I’ve been feeling a bit melancholy lately. I’m not exactly sure why. Perhaps it’s the daily news I’m reading. Perhaps it’s the lingering winter scoffing at us for wanting spring so badly.

It also could be that I’ve had a few conversations recently with non-profits whose executive director or board is very anti-fundraising.

You know what I mean: “Fundraising is just a necessary evil, and if we can avoid it or not talk about it, we would be happier” type of thinking.

When non-profit leadership has this negative attitude about fundraising, it causes so many development professionals to feel dispassionate about their work. Missions get stifled because leadership refuses to invest in it appropriately, and eventually, no one in fundraising at an organization like this feels they can do their best work.

So, feeling this way, I dug up the book that Richard and I wrote, “It’s NOT Just About the Money,” and started reading the first chapter, which is all about the HEART of fundraising.
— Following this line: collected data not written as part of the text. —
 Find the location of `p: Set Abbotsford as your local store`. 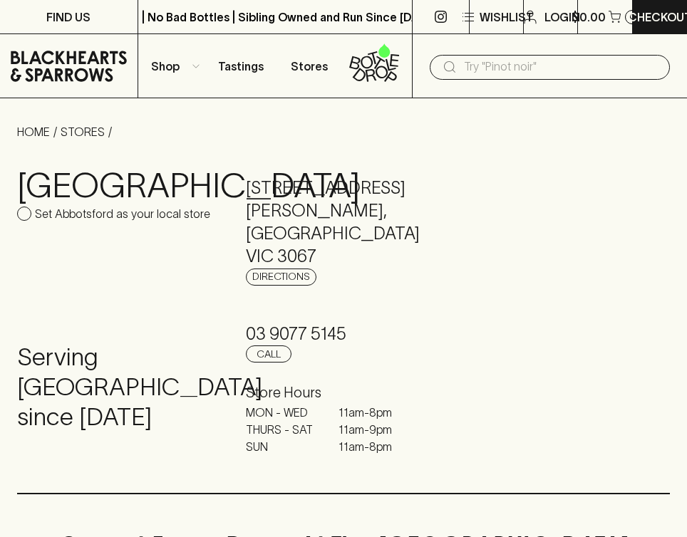

p: Set Abbotsford as your local store is located at coordinates (123, 214).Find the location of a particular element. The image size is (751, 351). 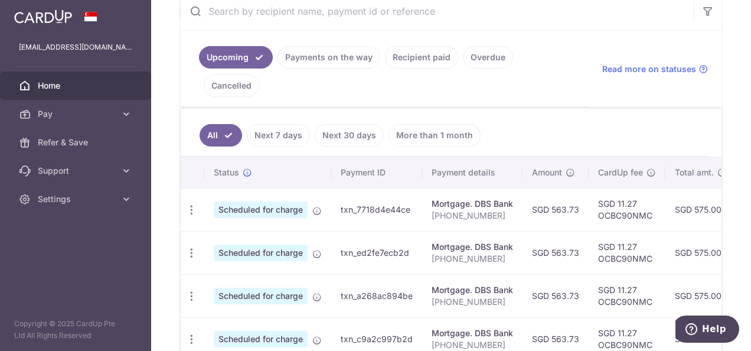

a: Read more on statuses is located at coordinates (655, 69).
This is something I do from time to time to get back in touch with why we do this work.

And it started to make me feel more positive. Here are a couple of snippets from that first chapter that helped me, and perhaps will inspire you or your boss to see why fundraising is not simply a necessary evil:

“Your donors, like everyone else on Earth, need to give. If we humans don’t give something, somewhere, to someone, we die spiritually. That is the grace of giving. Giving is about contact with something outside of ourselves.”

“As a fundraiser, you can help loosen money’s hold on people by encouraging them to give it away. When people give away their money, they begin to short-circuit the potentially negative influence money can have in their lives.”

“Giving allows donors to know they’re doing something significant. Filtering the money they earned doing their own work, into your organizations work makes their jobs and their lives—more meaningful.”

“Unfortunately, many non-profit directors – and even some fundraisers – still feel reluctant to ask for money… these feelings are somewhat understandable. In our culture, it’s not easy to ask for money. It feels embarrassing. It doesn’t seem right. But people need to give. And the more they give, the better. Why? Because giving will transform their lives – and it would transform the lives of others.”

As Richard and I have said often, and have personally witnessed, the act of someone giving away their resources they have earned through their own labor to help make a positive difference in the world is a mystical experience.

This is the mindset that non-profit leaders need to embrace and understand as they think about being good stewards of their organizations’ own resources. Not fully investing in your fundraising program does your donors and prospective donors an awful disservice. They want to give. They want to connect to your mission… allow them the opportunity to do that.